Lot n° 275
Estimation :
1500 - 2000
EUR
Result without fees
Result
: 10 000EUR
Clémence Sophie Noyel de Bereins, née Daudignac, known as Cl - Lot 275
Clémence Sophie Noyel de Bereins, née Daudignac, known as Clémence Sophie de Sermézy (1767-1850)
Portrait of Mademoiselle Gabrielle Horacie Vitet
Terracotta bust 1799
Signed on reverse "Fait par Cl.(emence)/ Daudignac/ Ve N. S (for Veuve Noyel de Sermézy)/ illegible mai ? 1799".
Total height 46 cm on a plaster pedestal patinated in imitation of LJ marble
Patina wear, accidents and restorations
Related work :
-Clémence Sophie de Sermézy, Buste de mademoiselle Vitet, plaster, 1799, H: 46 cm, signed on reverse "Fait par Clémence Daudignac, veuve Noyel, au mois de juin 1799", Louisville (USA),Speed Art Museum, n°inv.2018.4.
Related literature:
-Paul Vitry, "Madame de Sermézy, élève de Chinard", in Bulletin des Musées de France, October 1935 issue, pp.133-134;
-Anne Tapissier, Madame de Sermézy. Élève de Chinard, Lyon, Audin, 1936, ill. 26 and 27 and p.44-45;
-Phillipe Durey, "Clémence Sophie de Sermézy", in Cat. Exp. Peintres et sculpteurs lyonnais de la Révolution à l'Empire held at the Musée des Beaux-arts de Lyon from November 22, 1989 to February 11, 1990, Delta, 1989, pp.137-144;
-Claire Barbillon (dir), Sculptures du XVIIe au XXe siècle, Musée des Beaux-Arts de Lyon, Somogy éditions d'art, 2017, p.141 and pp.148-159.
This charming terracotta bust could be an early version of the portrait of Mademoiselle Gabrielle Horacie Vitet . It has the same facial features and tumultuous curls of hair stuck forward as the bust in the Speed Art Museum, similarly signed on the reverse "Clémence Daudignac, veuve Noyel", both dated 1799.
This is an early portrait by one of the first female sculptors of the 19th century, Clémence-Sophie de Sermézy, née Daudignac. A member of Lyon's high society, she appears to have begun sculpting around 1792, after the death of her husband in July 1791. Between 1794/95 and 1799, she benefited from the lessons of the famous sculptor Joseph Chinard, who was active in the same elitist sphere in Lyon.
Sermézy's first works were mainly bust portraits - in plaster or terracotta - of personalities from her family circle, such as her daughter Marguerite de Sermézy and members of the Lyonnais intelligentsia, painters Fleury Richard and Pierre Révoil.
In the artistic tradition of late 18th-century classical portraiture, the bust bears the visible imprint of its master's lessons, notably in the sophisticated effects of the hair. However, the portrayal of the slightly wide-set eyes still bears witness to a few technical clumsinesses, which are completely erased in the second version of the young girl, whose eyes are so kindly lowered and whose bust is clothed in a charming, fashionable décolleté. Between the two terracotta busts, Chinard's lesson has been fully assimilated (unless the sculptor actually retouched the second version, as was rumored at the time). The second version of Mademoiselle Vitet's bust was directly inspired by the magnificent portrait of Juliette Récamier in patinated plaster presented by Chinard at the 1798 Salon, which he offered to Clémence de Sermézy (Joseph Chinard, Juliette Récamier, patinated plaster, H.72 cm, Lyon, Musée des Beaux-Arts, n°inv. A 2961).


*Exercise aim:* Copy each line of the data that has "between" in it.

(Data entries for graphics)

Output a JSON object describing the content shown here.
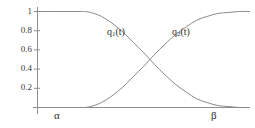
{
  "chart_data": {
    "type": "line",
    "title": "",
    "xlabel": "",
    "ylabel": "",
    "xlim": [
      0,
      1
    ],
    "ylim": [
      0,
      1
    ],
    "grid": false,
    "legend_position": "inline-annotations",
    "y_ticks": [
      "1",
      "0.8",
      "0.6",
      "0.4",
      "0.2"
    ],
    "y_tick_values": [
      1,
      0.8,
      0.6,
      0.4,
      0.2
    ],
    "x_ticks": [
      "α",
      "β"
    ],
    "x_tick_values": [
      0.22,
      0.97
    ],
    "annotations": [
      {
        "text": "q₁(t)",
        "x": 0.55,
        "y": 0.78
      },
      {
        "text": "q₂(t)",
        "x": 0.92,
        "y": 0.78
      }
    ],
    "crossing_point": {
      "x": 0.565,
      "y": 0.5
    },
    "series": [
      {
        "name": "q₁(t)",
        "label_base": "q",
        "label_sub": "1",
        "label_suffix": "(t)",
        "color": "#8a8a8a",
        "description": "decreasing smoothstep from 1 to 0 between alpha and beta",
        "x": [
          0.0,
          0.05,
          0.1,
          0.15,
          0.2,
          0.22,
          0.25,
          0.3,
          0.35,
          0.4,
          0.45,
          0.5,
          0.55,
          0.6,
          0.65,
          0.7,
          0.75,
          0.8,
          0.85,
          0.9,
          0.95,
          1.0
        ],
        "values": [
          1.0,
          1.0,
          1.0,
          1.0,
          1.0,
          1.0,
          0.99,
          0.95,
          0.88,
          0.79,
          0.68,
          0.57,
          0.45,
          0.34,
          0.24,
          0.16,
          0.09,
          0.05,
          0.02,
          0.01,
          0.0,
          0.0
        ]
      },
      {
        "name": "q₂(t)",
        "label_base": "q",
        "label_sub": "2",
        "label_suffix": "(t)",
        "color": "#8a8a8a",
        "description": "increasing smoothstep from 0 to 1 between alpha and beta",
        "x": [
          0.0,
          0.05,
          0.1,
          0.15,
          0.2,
          0.22,
          0.25,
          0.3,
          0.35,
          0.4,
          0.45,
          0.5,
          0.55,
          0.6,
          0.65,
          0.7,
          0.75,
          0.8,
          0.85,
          0.9,
          0.95,
          1.0
        ],
        "values": [
          0.0,
          0.0,
          0.0,
          0.0,
          0.0,
          0.0,
          0.01,
          0.05,
          0.12,
          0.21,
          0.32,
          0.43,
          0.55,
          0.66,
          0.76,
          0.84,
          0.91,
          0.95,
          0.98,
          0.99,
          1.0,
          1.0
        ]
      }
    ]
  },
  "axis": {
    "y_label_1": "1",
    "y_label_08": "0.8",
    "y_label_06": "0.6",
    "y_label_04": "0.4",
    "y_label_02": "0.2",
    "x_label_alpha": "α",
    "x_label_beta": "β",
    "axis_color": "#8f8f8f"
  },
  "curves": {
    "q1_base": "q",
    "q1_sub": "1",
    "q1_suffix": "(t)",
    "q2_base": "q",
    "q2_sub": "2",
    "q2_suffix": "(t)",
    "curve_color": "#8a8a8a"
  }
}
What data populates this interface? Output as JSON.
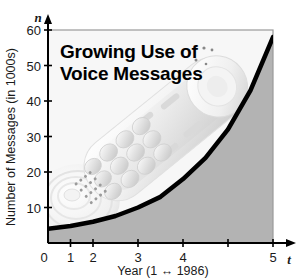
{
  "figure": {
    "title_line1": "Growing Use of",
    "title_line2": "Voice Messages",
    "background_photo": "cordless-telephone-handset",
    "colors": {
      "curve": "#000000",
      "shaded_region": "#b3b3b3",
      "plot_background": "#f7f7f7",
      "frame": "#9a9a9a",
      "axis": "#000000",
      "text": "#1a1a1a"
    }
  },
  "chart_data": {
    "type": "line",
    "title": "Growing Use of Voice Messages",
    "xlabel": "Year (1 ↔ 1986)",
    "ylabel": "Number of Messages (in 1000s)",
    "x_axis_symbol": "t",
    "y_axis_symbol": "n",
    "xlim": [
      0,
      5
    ],
    "ylim": [
      0,
      60
    ],
    "grid": false,
    "legend": null,
    "x_ticks": [
      0,
      1,
      2,
      3,
      4,
      5
    ],
    "x_tick_labels": [
      "0",
      "1",
      "2",
      "3",
      "4",
      "5"
    ],
    "y_ticks": [
      10,
      20,
      30,
      40,
      50,
      60
    ],
    "y_tick_labels": [
      "10",
      "20",
      "30",
      "40",
      "50",
      "60"
    ],
    "series": [
      {
        "name": "Voice messages",
        "shape": "exponential-growth",
        "shaded_below": true,
        "x": [
          0,
          0.5,
          1,
          1.5,
          2,
          2.5,
          3,
          3.5,
          4,
          4.5,
          5
        ],
        "values": [
          4,
          4.8,
          6,
          7.6,
          10,
          13,
          18,
          24,
          32,
          43,
          58
        ]
      }
    ]
  }
}
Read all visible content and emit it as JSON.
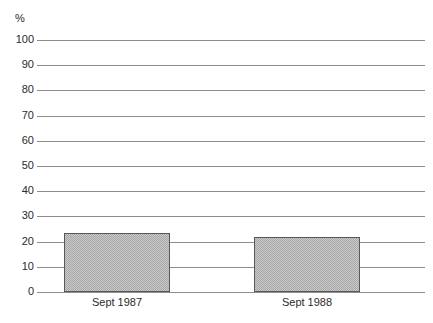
{
  "axis": {
    "unit_label": "%",
    "tick_labels": [
      "100",
      "90",
      "80",
      "70",
      "60",
      "50",
      "40",
      "30",
      "20",
      "10",
      "0"
    ]
  },
  "categories": [
    "Sept 1987",
    "Sept 1988"
  ],
  "colors": {
    "gridline": "#8d8d8d",
    "bar_border": "#585858",
    "bar_fill": "#c9c9c9",
    "text": "#2b2b2b",
    "background": "#ffffff"
  },
  "chart_data": {
    "type": "bar",
    "title": "",
    "subtitle": "",
    "xlabel": "",
    "ylabel": "%",
    "categories": [
      "Sept 1987",
      "Sept 1988"
    ],
    "values": [
      23.5,
      21.8
    ],
    "ylim": [
      0,
      100
    ],
    "ytick_step": 10,
    "yticks": [
      0,
      10,
      20,
      30,
      40,
      50,
      60,
      70,
      80,
      90,
      100
    ],
    "ytick_labels": [
      "0",
      "10",
      "20",
      "30",
      "40",
      "50",
      "60",
      "70",
      "80",
      "90",
      "100"
    ],
    "grid": true,
    "grid_axis": "y",
    "legend": false,
    "legend_position": "none",
    "annotations": [],
    "series": [
      {
        "name": "",
        "values": [
          23.5,
          21.8
        ]
      }
    ]
  }
}
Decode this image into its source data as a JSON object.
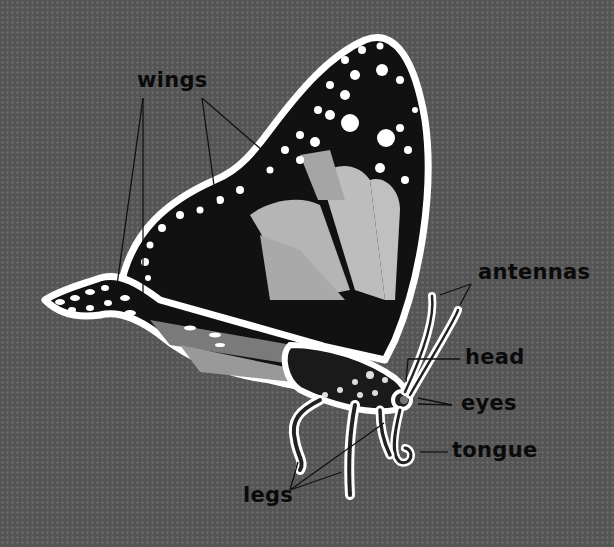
{
  "diagram": {
    "colors": {
      "background": "#555555",
      "wing_black": "#111111",
      "wing_panel": "#b8b8b8",
      "outline": "#ffffff",
      "label_text": "#0a0a0a"
    },
    "labels": {
      "wings": "wings",
      "antennas": "antennas",
      "head": "head",
      "eyes": "eyes",
      "tongue": "tongue",
      "legs": "legs"
    }
  }
}
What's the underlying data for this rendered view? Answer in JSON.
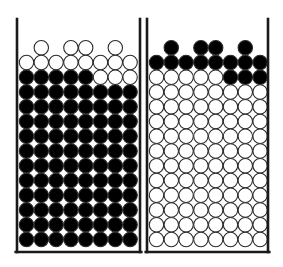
{
  "figure": {
    "kind": "two-container-particle-diagram",
    "canvas": {
      "width": 283,
      "height": 267,
      "background": "#ffffff"
    }
  },
  "style": {
    "wall_color": "#1a1a1a",
    "wall_thickness": 2.6,
    "base_thickness": 2.6,
    "circle_fill_filled": "#000000",
    "circle_fill_open": "#ffffff",
    "circle_stroke": "#2b2b2b",
    "circle_stroke_width": 1.1,
    "circle_radius": 7.2
  },
  "geometry": {
    "columns": 8,
    "rows": 13,
    "column_pitch": 14.8,
    "row_pitch": 14.75,
    "partial_row_columns": [
      2,
      4,
      5,
      7
    ],
    "base_y": 252,
    "first_row_center_y": 62.5
  },
  "containers": [
    {
      "id": "container-left",
      "name": "left-container",
      "left_wall_x": 17,
      "right_wall_x": 140,
      "top_y": 19,
      "first_column_center_x": 26.5,
      "partial_top_row": {
        "state": "open",
        "count": 4
      },
      "rows": [
        {
          "index": 1,
          "pattern": "open",
          "filled_count": 0,
          "open_count": 8,
          "cells": [
            "open",
            "open",
            "open",
            "open",
            "open",
            "open",
            "open",
            "open"
          ]
        },
        {
          "index": 2,
          "pattern": "mixed",
          "filled_count": 5,
          "open_count": 3,
          "cells": [
            "filled",
            "filled",
            "filled",
            "filled",
            "filled",
            "open",
            "open",
            "open"
          ]
        },
        {
          "index": 3,
          "pattern": "filled",
          "filled_count": 8,
          "open_count": 0,
          "cells": [
            "filled",
            "filled",
            "filled",
            "filled",
            "filled",
            "filled",
            "filled",
            "filled"
          ]
        },
        {
          "index": 4,
          "pattern": "filled",
          "filled_count": 8,
          "open_count": 0,
          "cells": [
            "filled",
            "filled",
            "filled",
            "filled",
            "filled",
            "filled",
            "filled",
            "filled"
          ]
        },
        {
          "index": 5,
          "pattern": "filled",
          "filled_count": 8,
          "open_count": 0,
          "cells": [
            "filled",
            "filled",
            "filled",
            "filled",
            "filled",
            "filled",
            "filled",
            "filled"
          ]
        },
        {
          "index": 6,
          "pattern": "filled",
          "filled_count": 8,
          "open_count": 0,
          "cells": [
            "filled",
            "filled",
            "filled",
            "filled",
            "filled",
            "filled",
            "filled",
            "filled"
          ]
        },
        {
          "index": 7,
          "pattern": "filled",
          "filled_count": 8,
          "open_count": 0,
          "cells": [
            "filled",
            "filled",
            "filled",
            "filled",
            "filled",
            "filled",
            "filled",
            "filled"
          ]
        },
        {
          "index": 8,
          "pattern": "filled",
          "filled_count": 8,
          "open_count": 0,
          "cells": [
            "filled",
            "filled",
            "filled",
            "filled",
            "filled",
            "filled",
            "filled",
            "filled"
          ]
        },
        {
          "index": 9,
          "pattern": "filled",
          "filled_count": 8,
          "open_count": 0,
          "cells": [
            "filled",
            "filled",
            "filled",
            "filled",
            "filled",
            "filled",
            "filled",
            "filled"
          ]
        },
        {
          "index": 10,
          "pattern": "filled",
          "filled_count": 8,
          "open_count": 0,
          "cells": [
            "filled",
            "filled",
            "filled",
            "filled",
            "filled",
            "filled",
            "filled",
            "filled"
          ]
        },
        {
          "index": 11,
          "pattern": "filled",
          "filled_count": 8,
          "open_count": 0,
          "cells": [
            "filled",
            "filled",
            "filled",
            "filled",
            "filled",
            "filled",
            "filled",
            "filled"
          ]
        },
        {
          "index": 12,
          "pattern": "filled",
          "filled_count": 8,
          "open_count": 0,
          "cells": [
            "filled",
            "filled",
            "filled",
            "filled",
            "filled",
            "filled",
            "filled",
            "filled"
          ]
        },
        {
          "index": 13,
          "pattern": "filled",
          "filled_count": 8,
          "open_count": 0,
          "cells": [
            "filled",
            "filled",
            "filled",
            "filled",
            "filled",
            "filled",
            "filled",
            "filled"
          ]
        }
      ],
      "totals": {
        "filled": 93,
        "open": 15,
        "all": 108
      }
    },
    {
      "id": "container-right",
      "name": "right-container",
      "left_wall_x": 147,
      "right_wall_x": 268,
      "top_y": 19,
      "first_column_center_x": 156.5,
      "partial_top_row": {
        "state": "filled",
        "count": 4
      },
      "rows": [
        {
          "index": 1,
          "pattern": "filled",
          "filled_count": 8,
          "open_count": 0,
          "cells": [
            "filled",
            "filled",
            "filled",
            "filled",
            "filled",
            "filled",
            "filled",
            "filled"
          ]
        },
        {
          "index": 2,
          "pattern": "mixed",
          "filled_count": 3,
          "open_count": 5,
          "cells": [
            "open",
            "open",
            "open",
            "open",
            "open",
            "filled",
            "filled",
            "filled"
          ]
        },
        {
          "index": 3,
          "pattern": "open",
          "filled_count": 0,
          "open_count": 8,
          "cells": [
            "open",
            "open",
            "open",
            "open",
            "open",
            "open",
            "open",
            "open"
          ]
        },
        {
          "index": 4,
          "pattern": "open",
          "filled_count": 0,
          "open_count": 8,
          "cells": [
            "open",
            "open",
            "open",
            "open",
            "open",
            "open",
            "open",
            "open"
          ]
        },
        {
          "index": 5,
          "pattern": "open",
          "filled_count": 0,
          "open_count": 8,
          "cells": [
            "open",
            "open",
            "open",
            "open",
            "open",
            "open",
            "open",
            "open"
          ]
        },
        {
          "index": 6,
          "pattern": "open",
          "filled_count": 0,
          "open_count": 8,
          "cells": [
            "open",
            "open",
            "open",
            "open",
            "open",
            "open",
            "open",
            "open"
          ]
        },
        {
          "index": 7,
          "pattern": "open",
          "filled_count": 0,
          "open_count": 8,
          "cells": [
            "open",
            "open",
            "open",
            "open",
            "open",
            "open",
            "open",
            "open"
          ]
        },
        {
          "index": 8,
          "pattern": "open",
          "filled_count": 0,
          "open_count": 8,
          "cells": [
            "open",
            "open",
            "open",
            "open",
            "open",
            "open",
            "open",
            "open"
          ]
        },
        {
          "index": 9,
          "pattern": "open",
          "filled_count": 0,
          "open_count": 8,
          "cells": [
            "open",
            "open",
            "open",
            "open",
            "open",
            "open",
            "open",
            "open"
          ]
        },
        {
          "index": 10,
          "pattern": "open",
          "filled_count": 0,
          "open_count": 8,
          "cells": [
            "open",
            "open",
            "open",
            "open",
            "open",
            "open",
            "open",
            "open"
          ]
        },
        {
          "index": 11,
          "pattern": "open",
          "filled_count": 0,
          "open_count": 8,
          "cells": [
            "open",
            "open",
            "open",
            "open",
            "open",
            "open",
            "open",
            "open"
          ]
        },
        {
          "index": 12,
          "pattern": "open",
          "filled_count": 0,
          "open_count": 8,
          "cells": [
            "open",
            "open",
            "open",
            "open",
            "open",
            "open",
            "open",
            "open"
          ]
        },
        {
          "index": 13,
          "pattern": "open",
          "filled_count": 0,
          "open_count": 8,
          "cells": [
            "open",
            "open",
            "open",
            "open",
            "open",
            "open",
            "open",
            "open"
          ]
        }
      ],
      "totals": {
        "filled": 15,
        "open": 93,
        "all": 108
      }
    }
  ]
}
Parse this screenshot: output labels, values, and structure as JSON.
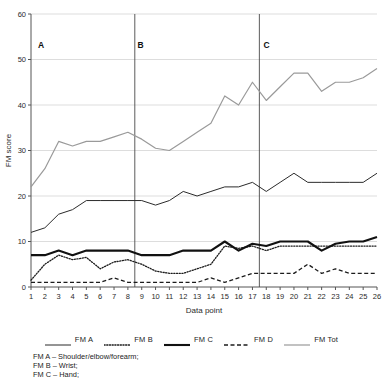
{
  "chart_data": {
    "type": "line",
    "title": "",
    "xlabel": "Data point",
    "ylabel": "FM score",
    "xlim": [
      1,
      26
    ],
    "ylim": [
      0,
      60
    ],
    "yticks": [
      0,
      10,
      20,
      30,
      40,
      50,
      60
    ],
    "grid": "horizontal",
    "legend_position": "bottom",
    "x": [
      1,
      2,
      3,
      4,
      5,
      6,
      7,
      8,
      9,
      10,
      11,
      12,
      13,
      14,
      15,
      16,
      17,
      18,
      19,
      20,
      21,
      22,
      23,
      24,
      25,
      26
    ],
    "xticklabels": [
      "1",
      "2",
      "3",
      "4",
      "5",
      "6",
      "7",
      "8",
      "9",
      "10",
      "11",
      "12",
      "13",
      "14",
      "15",
      "16",
      "17",
      "18",
      "19",
      "20",
      "21",
      "22",
      "23",
      "24",
      "25",
      "26"
    ],
    "series": [
      {
        "name": "FM A",
        "style": "solid-thin",
        "color": "#2b2b2b",
        "values": [
          12,
          13,
          16,
          17,
          19,
          19,
          19,
          19,
          19,
          18,
          19,
          21,
          20,
          21,
          22,
          22,
          23,
          21,
          23,
          25,
          23,
          23,
          23,
          23,
          23,
          25
        ]
      },
      {
        "name": "FM B",
        "style": "dotted",
        "color": "#1c1c1c",
        "values": [
          1.5,
          5,
          7,
          6,
          6.5,
          4,
          5.5,
          6,
          5,
          3.5,
          3,
          3,
          4,
          5,
          9,
          8.5,
          9,
          8,
          9,
          9,
          9,
          9,
          9,
          9,
          9,
          9
        ]
      },
      {
        "name": "FM C",
        "style": "solid-thick",
        "color": "#111111",
        "values": [
          7,
          7,
          8,
          7,
          8,
          8,
          8,
          8,
          7,
          7,
          7,
          8,
          8,
          8,
          10,
          8,
          9.5,
          9,
          10,
          10,
          10,
          8,
          9.5,
          10,
          10,
          11
        ]
      },
      {
        "name": "FM D",
        "style": "dashed",
        "color": "#1c1c1c",
        "values": [
          1,
          1,
          1,
          1,
          1,
          1,
          2,
          1,
          1,
          1,
          1,
          1,
          1,
          2,
          1,
          2,
          3,
          3,
          3,
          3,
          5,
          3,
          4,
          3,
          3,
          3
        ]
      },
      {
        "name": "FM Tot",
        "style": "solid-light",
        "color": "#9a9a9a",
        "values": [
          22,
          26,
          32,
          31,
          32,
          32,
          33,
          34,
          32.5,
          30.5,
          30,
          32,
          34,
          36,
          42,
          40,
          45,
          41,
          44,
          47,
          47,
          43,
          45,
          45,
          46,
          48
        ]
      }
    ],
    "phase_markers": [
      {
        "label": "A",
        "label_x": 1.5,
        "line_x": null
      },
      {
        "label": "B",
        "label_x": 8.7,
        "line_x": 8.5
      },
      {
        "label": "C",
        "label_x": 17.8,
        "line_x": 17.5
      }
    ]
  },
  "legend": {
    "items": [
      {
        "label": "FM A",
        "style": "solid-thin"
      },
      {
        "label": "FM B",
        "style": "dotted"
      },
      {
        "label": "FM C",
        "style": "solid-thick"
      },
      {
        "label": "FM D",
        "style": "dashed"
      },
      {
        "label": "FM Tot",
        "style": "solid-light"
      }
    ]
  },
  "caption": {
    "line1": "FM A – Shoulder/elbow/forearm;",
    "line2": "FM B – Wrist;",
    "line3": "FM C – Hand;"
  }
}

*Your response:*
        "description": "decreasing smoothstep from 1 to 0 between alpha and beta",
        "description": "increasing smoothstep from 0 to 1 between alpha and beta",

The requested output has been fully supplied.